Friends find key to film success

Friends (from left) Toby Stoddart and Tenson Dalby are filmed by Jamie Farmer for their entry in...
Friends (from left) Toby Stoddart and Tenson Dalby are filmed by Jamie Farmer for their entry in a national 48-hour film-making contest. PHOTOS: LINDA ROBERTSON
Have those car keys really become invisible?

Missing car keys have caused many people a great deal of grief over the years.

However, several Dunedin friends had to face that invisibility question with extra intensity during the latest national Vista Foundation 48Hours film-making contest at the weekend.

Adding to the urgency of the script for the five-minute film was the idea that one of the characters was a busy businessman, needing to rush away to an important meeting but unable to find his keys.

And the businessman, played by Wyatt Ryder (22), was starting to suspect that a flatmate, who had the quirky power of making objects become invisible, may have done just that with the keys.

The four friends, project co-ordinator Jamie Farmer (26), now of Christchurch, Toby Stoddart (23), Mr Ryder, and Tenson Dalby (23), the man with the invisibility powers, were well suited to working on the project together.

They are all University of Otago BA film, media and communication graduates, and over the years have eaten plenty of pizza and watched plenty of bad movies together, they joked.

They started grappling with their film project at 7pm on Friday and had until 7pm yesterday to upload their film’s digital file to the national organisers, via the internet.

And on Saturday, they were already busily at work, doing their main filming before adding any special effects and doing any re-shoots, and doing the editing.

Several of the film-makers had to act in the nearly zero-budget film, but, making that easier, they decided to "play" themselves, using their own names.

"It’s a lot of fun.

"I wish we had more than 48 hours," Mr Ryder, who is also an Otago Daily Times reporter, said.

Having had the same Otago training in film-making, "it’s nice because we all know what we’re doing for once!" he joked.

Competition organisers required the film-makers to include at least one invisible object — hence, in this mini-movie, the apparently invisible keys.

However, this group of film-makers took the invisibility concept a lot further.

Their film script, which they wrote in a few hours on Friday night, called for Mr Dalby to have some extra powers, namely the ability to make everyday objects, including car keys, invisible.

Some tortured scriptwriters and other film-makers have at times stayed up all night to meet tight production deadlines.

However, these friends had eight hours’ sleep both nights, and on Saturday said the overall mood was "relaxed".

Final editing, special effects and any extra shooting was completed yesterday for this project, which organisers said was one of 23 being produced for the competition, in Otago-Southland.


Requirement:
Report back each line of the data that contains the word "Years".

Records from a collection of figures:
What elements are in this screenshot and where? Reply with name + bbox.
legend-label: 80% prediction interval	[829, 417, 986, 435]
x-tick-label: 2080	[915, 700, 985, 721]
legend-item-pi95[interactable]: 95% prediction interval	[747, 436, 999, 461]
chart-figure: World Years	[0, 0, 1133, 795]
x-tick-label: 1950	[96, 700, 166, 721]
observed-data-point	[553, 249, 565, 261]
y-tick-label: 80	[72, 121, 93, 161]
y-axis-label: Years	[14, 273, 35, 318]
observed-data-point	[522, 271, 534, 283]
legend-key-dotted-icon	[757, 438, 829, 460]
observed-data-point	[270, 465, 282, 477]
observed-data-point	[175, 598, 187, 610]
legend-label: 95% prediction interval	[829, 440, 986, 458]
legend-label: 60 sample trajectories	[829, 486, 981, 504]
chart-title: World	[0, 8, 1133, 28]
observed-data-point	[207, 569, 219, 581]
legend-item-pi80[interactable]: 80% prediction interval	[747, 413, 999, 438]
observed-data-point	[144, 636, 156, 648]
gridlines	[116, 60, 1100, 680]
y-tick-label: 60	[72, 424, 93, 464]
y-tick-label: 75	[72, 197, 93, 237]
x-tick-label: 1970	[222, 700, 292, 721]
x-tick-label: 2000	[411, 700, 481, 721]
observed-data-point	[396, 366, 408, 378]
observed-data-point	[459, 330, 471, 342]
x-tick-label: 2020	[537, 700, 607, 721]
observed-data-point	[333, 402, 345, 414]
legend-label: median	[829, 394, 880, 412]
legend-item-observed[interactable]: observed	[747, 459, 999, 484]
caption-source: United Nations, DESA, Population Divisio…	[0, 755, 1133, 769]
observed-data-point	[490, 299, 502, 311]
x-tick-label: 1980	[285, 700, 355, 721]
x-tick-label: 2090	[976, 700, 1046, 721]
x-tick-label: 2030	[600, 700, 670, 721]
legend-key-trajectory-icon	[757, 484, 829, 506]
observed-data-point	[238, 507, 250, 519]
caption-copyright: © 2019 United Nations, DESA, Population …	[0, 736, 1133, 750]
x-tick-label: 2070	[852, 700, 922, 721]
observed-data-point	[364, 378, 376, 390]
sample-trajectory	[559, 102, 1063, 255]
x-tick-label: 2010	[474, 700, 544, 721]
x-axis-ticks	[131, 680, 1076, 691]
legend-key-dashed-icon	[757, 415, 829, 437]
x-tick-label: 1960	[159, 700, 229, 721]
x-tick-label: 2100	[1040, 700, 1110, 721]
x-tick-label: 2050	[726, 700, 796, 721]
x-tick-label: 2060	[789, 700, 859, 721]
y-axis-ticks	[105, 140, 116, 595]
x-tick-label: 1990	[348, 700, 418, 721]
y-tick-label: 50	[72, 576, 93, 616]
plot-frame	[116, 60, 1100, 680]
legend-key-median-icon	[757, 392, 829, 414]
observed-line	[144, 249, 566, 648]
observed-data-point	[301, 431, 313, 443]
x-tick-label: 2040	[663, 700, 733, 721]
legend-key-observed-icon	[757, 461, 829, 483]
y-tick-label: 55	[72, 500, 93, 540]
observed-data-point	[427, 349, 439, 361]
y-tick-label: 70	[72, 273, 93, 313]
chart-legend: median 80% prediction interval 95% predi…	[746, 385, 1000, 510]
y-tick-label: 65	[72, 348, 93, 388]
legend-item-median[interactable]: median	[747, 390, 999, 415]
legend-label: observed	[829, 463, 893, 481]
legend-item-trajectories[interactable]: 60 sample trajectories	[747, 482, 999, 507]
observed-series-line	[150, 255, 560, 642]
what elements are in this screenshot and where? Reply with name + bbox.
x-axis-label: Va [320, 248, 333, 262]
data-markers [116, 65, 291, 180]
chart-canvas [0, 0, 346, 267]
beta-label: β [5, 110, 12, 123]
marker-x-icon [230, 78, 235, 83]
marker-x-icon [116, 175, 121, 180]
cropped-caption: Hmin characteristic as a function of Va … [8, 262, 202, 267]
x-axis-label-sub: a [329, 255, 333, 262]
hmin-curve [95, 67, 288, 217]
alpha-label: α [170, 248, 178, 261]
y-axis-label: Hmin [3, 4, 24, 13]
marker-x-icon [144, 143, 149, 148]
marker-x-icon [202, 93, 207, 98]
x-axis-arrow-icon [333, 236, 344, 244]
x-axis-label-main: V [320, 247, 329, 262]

...

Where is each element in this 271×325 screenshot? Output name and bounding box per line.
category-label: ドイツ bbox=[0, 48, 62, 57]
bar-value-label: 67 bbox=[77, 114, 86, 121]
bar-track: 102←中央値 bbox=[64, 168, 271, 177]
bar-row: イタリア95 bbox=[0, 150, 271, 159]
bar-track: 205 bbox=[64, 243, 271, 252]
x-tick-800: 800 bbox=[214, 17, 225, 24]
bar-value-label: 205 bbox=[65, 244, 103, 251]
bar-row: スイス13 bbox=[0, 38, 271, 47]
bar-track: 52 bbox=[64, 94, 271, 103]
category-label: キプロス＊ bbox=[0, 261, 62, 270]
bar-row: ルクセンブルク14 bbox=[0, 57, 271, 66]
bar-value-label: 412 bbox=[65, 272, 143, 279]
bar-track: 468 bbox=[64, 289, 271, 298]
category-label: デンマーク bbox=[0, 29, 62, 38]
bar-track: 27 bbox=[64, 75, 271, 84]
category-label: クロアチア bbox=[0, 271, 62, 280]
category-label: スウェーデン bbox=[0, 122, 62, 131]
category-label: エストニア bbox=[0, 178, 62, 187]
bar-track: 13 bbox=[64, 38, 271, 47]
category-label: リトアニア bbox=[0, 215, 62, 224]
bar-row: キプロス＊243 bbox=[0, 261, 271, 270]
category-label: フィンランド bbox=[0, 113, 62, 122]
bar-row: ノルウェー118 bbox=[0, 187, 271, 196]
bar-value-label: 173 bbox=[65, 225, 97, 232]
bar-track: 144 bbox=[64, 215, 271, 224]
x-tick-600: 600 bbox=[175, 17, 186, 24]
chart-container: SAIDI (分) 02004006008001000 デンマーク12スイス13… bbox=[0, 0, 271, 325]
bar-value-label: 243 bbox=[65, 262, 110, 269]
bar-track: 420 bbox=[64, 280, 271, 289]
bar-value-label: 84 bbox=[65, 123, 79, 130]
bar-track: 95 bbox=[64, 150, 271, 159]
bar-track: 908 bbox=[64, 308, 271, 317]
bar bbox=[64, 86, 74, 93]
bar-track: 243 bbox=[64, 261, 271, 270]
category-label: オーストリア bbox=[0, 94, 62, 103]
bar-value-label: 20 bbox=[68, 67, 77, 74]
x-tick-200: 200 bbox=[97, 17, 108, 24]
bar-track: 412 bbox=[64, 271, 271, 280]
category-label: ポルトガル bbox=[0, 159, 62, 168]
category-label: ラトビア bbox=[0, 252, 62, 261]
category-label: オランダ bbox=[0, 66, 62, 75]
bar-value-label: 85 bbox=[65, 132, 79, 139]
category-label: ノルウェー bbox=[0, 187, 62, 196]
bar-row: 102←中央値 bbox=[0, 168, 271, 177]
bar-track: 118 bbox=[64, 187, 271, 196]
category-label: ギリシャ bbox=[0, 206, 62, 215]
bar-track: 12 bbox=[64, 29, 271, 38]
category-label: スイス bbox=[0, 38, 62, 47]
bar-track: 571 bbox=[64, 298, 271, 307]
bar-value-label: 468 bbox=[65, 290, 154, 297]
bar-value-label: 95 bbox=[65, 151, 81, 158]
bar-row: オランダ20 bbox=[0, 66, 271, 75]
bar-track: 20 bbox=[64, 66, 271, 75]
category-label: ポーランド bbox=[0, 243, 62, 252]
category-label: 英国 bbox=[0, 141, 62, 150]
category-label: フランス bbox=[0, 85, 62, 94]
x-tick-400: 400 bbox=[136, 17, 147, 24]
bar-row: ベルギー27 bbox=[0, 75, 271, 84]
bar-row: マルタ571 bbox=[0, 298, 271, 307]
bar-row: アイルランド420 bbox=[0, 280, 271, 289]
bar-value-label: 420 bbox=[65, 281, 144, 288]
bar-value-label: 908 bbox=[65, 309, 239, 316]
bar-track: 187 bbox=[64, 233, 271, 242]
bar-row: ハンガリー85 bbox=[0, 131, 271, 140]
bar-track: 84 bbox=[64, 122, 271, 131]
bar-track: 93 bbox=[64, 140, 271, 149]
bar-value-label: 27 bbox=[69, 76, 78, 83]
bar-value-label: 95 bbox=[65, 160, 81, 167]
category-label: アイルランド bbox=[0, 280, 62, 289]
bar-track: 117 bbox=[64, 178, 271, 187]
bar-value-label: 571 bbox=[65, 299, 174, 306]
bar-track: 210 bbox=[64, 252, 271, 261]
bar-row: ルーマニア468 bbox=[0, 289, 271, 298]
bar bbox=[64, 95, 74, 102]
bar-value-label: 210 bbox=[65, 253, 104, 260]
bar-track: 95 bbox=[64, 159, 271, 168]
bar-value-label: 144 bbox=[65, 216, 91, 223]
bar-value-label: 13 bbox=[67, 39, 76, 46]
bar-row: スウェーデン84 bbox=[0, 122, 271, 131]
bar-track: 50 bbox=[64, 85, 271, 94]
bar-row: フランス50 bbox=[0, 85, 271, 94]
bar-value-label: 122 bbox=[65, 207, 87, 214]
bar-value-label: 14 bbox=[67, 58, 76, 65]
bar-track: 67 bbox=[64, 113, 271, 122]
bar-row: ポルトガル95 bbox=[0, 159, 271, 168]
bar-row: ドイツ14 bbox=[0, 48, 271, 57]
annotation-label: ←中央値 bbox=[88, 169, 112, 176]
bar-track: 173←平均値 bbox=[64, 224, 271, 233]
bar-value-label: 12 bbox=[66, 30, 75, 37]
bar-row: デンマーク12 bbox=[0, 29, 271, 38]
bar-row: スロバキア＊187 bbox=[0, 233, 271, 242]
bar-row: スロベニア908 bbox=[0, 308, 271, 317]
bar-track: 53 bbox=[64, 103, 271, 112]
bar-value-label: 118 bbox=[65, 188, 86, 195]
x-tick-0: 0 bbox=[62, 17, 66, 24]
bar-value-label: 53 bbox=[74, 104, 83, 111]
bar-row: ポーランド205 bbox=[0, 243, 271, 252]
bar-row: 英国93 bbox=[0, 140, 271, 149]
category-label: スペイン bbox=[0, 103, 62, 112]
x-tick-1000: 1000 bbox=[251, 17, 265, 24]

Solved exercise:
chart-figure: World Years	[0, 0, 1133, 795]
y-axis-label: Years	[14, 273, 35, 318]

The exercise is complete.